Taliban warlord believed killed in US attack

Pakistan said yesterday it believed that wanted Taliban warlord Baitullah Mehsud was killed in a US drone attack, which if confirmed would score a coup in the US-led fight against Islamist militants. The death of the notorious commander could deal a...

Pakistan said yesterday it believed that wanted Taliban warlord Baitullah Mehsud was killed in a US drone attack, which if confirmed would score a coup in the US-led fight against Islamist militants.

The death of the notorious commander could deal a heavy blow to the sizeable Taliban movement commanded by Mehsud, who has a five-million-dollar US bounty on his head after Washington branded him "a key Al-Qaeda facilitator".

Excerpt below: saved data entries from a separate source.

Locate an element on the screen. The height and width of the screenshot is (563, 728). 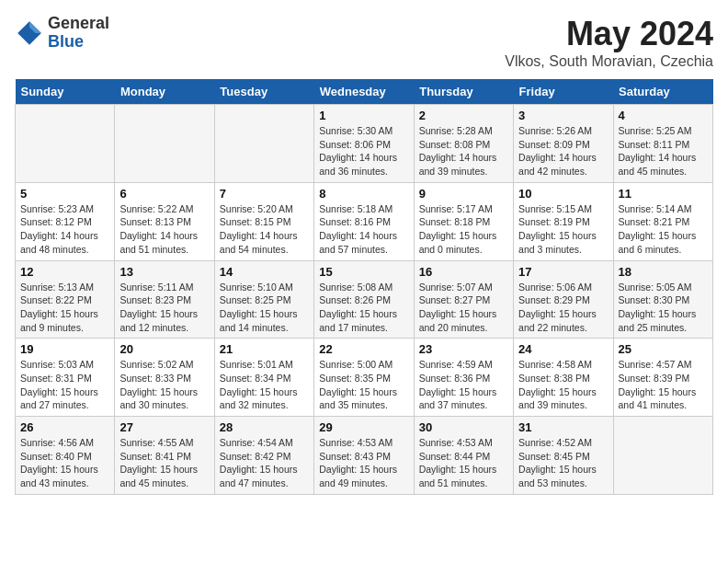
day-cell: 10Sunrise: 5:15 AM Sunset: 8:19 PM Dayli… is located at coordinates (563, 221).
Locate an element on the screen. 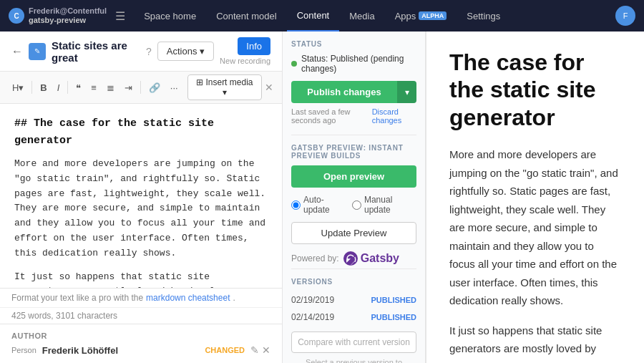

US and Pakistani officials accused Mehsud of masterminding the 2007 assassination of ex-Pakistani Prime Minister Benazir Bhutto and he has been blamed for the deaths of hundreds of people in bomb attacks over two years.

Senior officials in Pakistan's powerful security establishment who supervise operations in Mehsud's Waziristan stronghold said the warlord was dead, but the government said it was seeking verification.

"According to my intelligence this news is correct, but we are investigating," Foreign Minister Shah Mahmood Qureshi told reporters. "To be 100 per cent sure, we are going for ground verification," he added.

"Information is coming from that area that he is dead," said Interior Minister Rehman Malik. "I am unable to confirm unless I have solid evidence," the Cabinet minister added.

The US also said yesterday it could not confirm that Mehsud had been killed, but White House spokesman Robert Gibbs conceded that "there seems to be a growing consensus among credible observers that he is indeed dead".

Tribesmen said on condition of anonymity that Mehsud was killed with his wife when a US drone fired two missiles into a family home in the Laddah area of South Waziristan on Wednesday. A kinsman had initially said he was "safe".

The US Central Intelligence Agency, with the tacit cooperation of Islamabad, has carried out dozens of attacks in Pakistan using unmanned Predator and Reaper drones over the past year, but declines to discuss the strikes publicly.

Islamabad and Washington have called liquidating Mehsud a strategic aim in the fight against Taliban and Al-Qaeda-linked extremists whom the US has accused of posing an existential threat to nuclear-armed Pakistan.